One of the things that finally convinced most objectors was the use of kinetic theory to make predictions about Brownian motion. This effect was discovered by a Scottish botanist, Robert Brown.
3
He pioneered the use of the microscope, discovering, among other things, the existence of the nucleus of a cell, now known to be the repository of its genetic information. In 1827 Brown was looking through his microscope at pollen grains in a fluid, and he spotted even tinier particles that had been ejected by the pollen. These tiny particles jiggled around in a random manner, and at first Brown wondered if they were some diminutive form of life. However, his experiments showed the same effect in particles derived from non-living matter, so whatever caused the jiggling, it didn't have to be alive.
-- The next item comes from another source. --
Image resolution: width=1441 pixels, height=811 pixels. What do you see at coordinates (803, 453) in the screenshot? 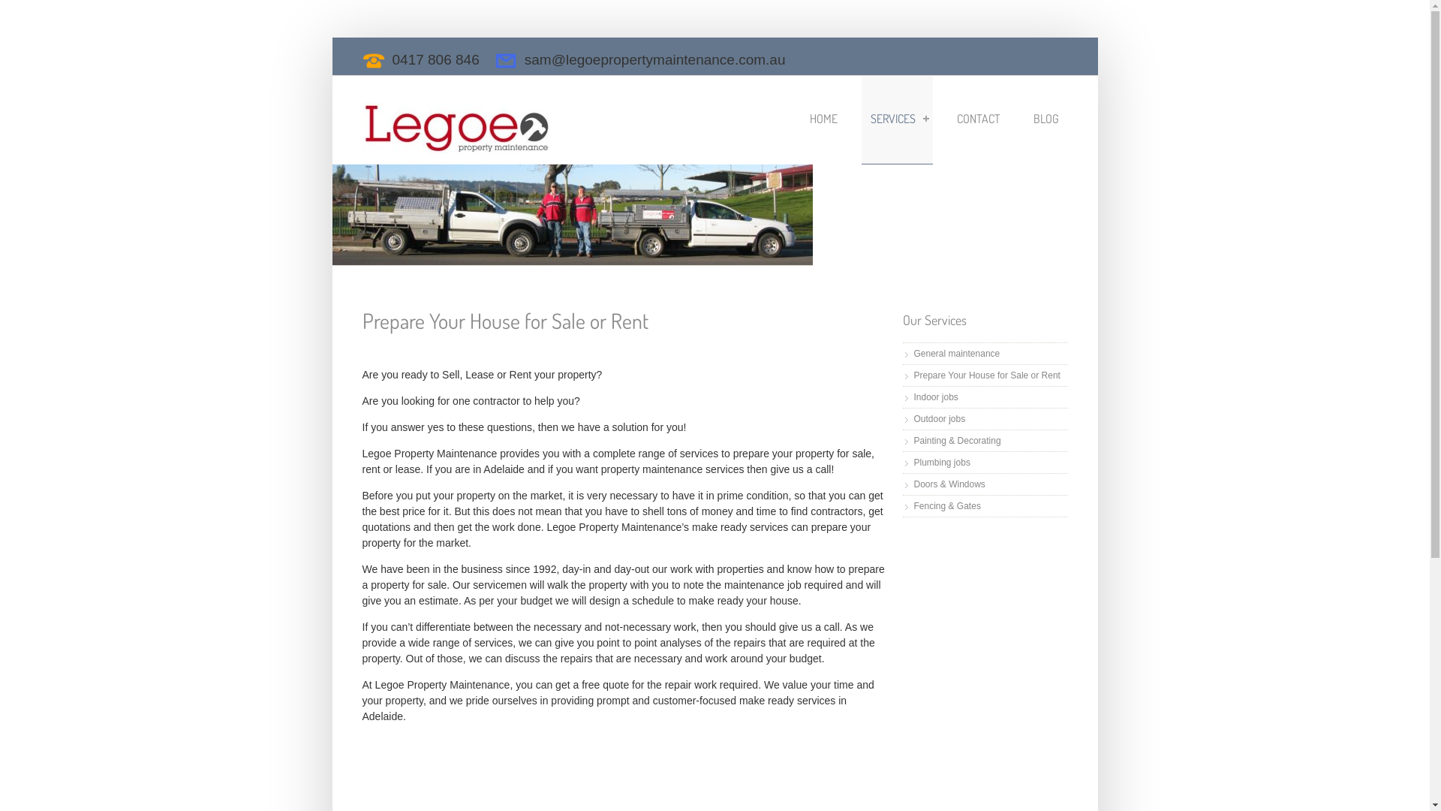
I see `prepare your property for sale` at bounding box center [803, 453].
At the time, no one knew what caused this effect. We now know that the particles ejected by the pollen were organelles, tiny subsystems of the cell with specific functions; in this case, to manufacture starch and fats. And we interpret their random jiggles as evidence for the theory that matter is made from atoms.

The link to atoms comes from mathematical models of Brownian motion, which first turned up in statistical work of the Danish astronomer and actuary Thorvald Thiele in 1880. The big advance was made by Einstein in 1905 and the Polish scientist Marian Smoluchowski in 1906. They independently proposed a physical explanation of Brownian motion: atoms of the fluid in which the particles were floating were randomly bumping into the particles and giving them tiny kicks. On this basis, Einstein used a mathematical model to make quantitative predictions
about the statistics of the motion, which were confirmed by Jean Baptiste Perrin in 1908–9.
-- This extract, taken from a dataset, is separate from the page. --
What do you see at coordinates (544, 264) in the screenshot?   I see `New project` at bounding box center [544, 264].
Boltzmann committed suicide in 1906 – just when the scientific world was starting to appreciate that the basis of his theory was real.

In Boltzmann's formulation of thermodynamics, molecules in a gas are analogous to cards in a pack, and the natural dynamics of the molecules is analogous to shuffling. Suppose that at some moment all the oxygen molecules in a room are concentrated at one end, and all the nitrogen molecules are at the other. This is an ordered thermodynamic state, like two separate piles of cards. After a very short period, however, random collisions will mix all the molecules together, more or less uniformly throughout the room, like shuffling the cards. We've just seen that this process typically causes entropy to increase. This is the orthodox picture of the relentless increase of entropy, and it is the standard interpretation of the second law: ‘the amount of disorder in the universe steadily increases'. I'm pretty sure that this characterisation of the second law would have satisfied Snow if anyone had offered it. In this form, one dramatic consequence of the second law is the scenario of the ‘heat death of the universe', in which the entire universe will eventually become a lukewarm gas with no interesting structure whatsoever.